The walk across the Pulaski Bridge from Long Island City in Queens to Greenpoint in Brooklyn is nice enough, I suppose. It crosses the Newtown Creek and serves as the unofficial halfway point in the New York City Marathon. The name, if you even care, honors Kazimierz Pulaski, a Polish revolutionary war fighter. As you walk up the ramp, you cross over the MidTown Tunnel tolls. So far so good.
From midspan the western view is glorious. Where else in New York City can you see iconic skyscrapers and sailboats all at the same time?
But the view to the east is a bit odd. What IS that weird collection of giant stainless steel Hersey’s Kisses out there?

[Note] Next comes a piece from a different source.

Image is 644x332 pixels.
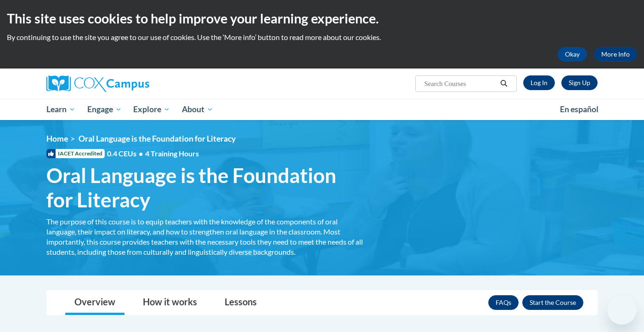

At first I thought... “above ground natural gas tanks?” Um, no. That’s the Newtown Creek Wastewater Treatment plant. Those 8 tanks are called “digester eggs”, 24 million gallons of that which we mercifully flush away. Whoa.
from Google Earth
From the New York Times:
What goes on inside the digesters is ... vital to processing millions of gallons of waste water every day. Sludge, which is removed from sewage, is broken down within the digesters into more stable materials: water, carbon dioxide, methane gas and digested sludge, which can be formed into dry cakes and then, after additional processing, used as fertilizer. The shape of the egg helps concentrate grit in the bottom of the tank and gas concentrations at the top. Each egg holds three million gallons of sludge.
Eight huge tanks of you-know-what placed in Brooklyn and viewable from Queens? Ha.
One more reason to love living in the Bronx!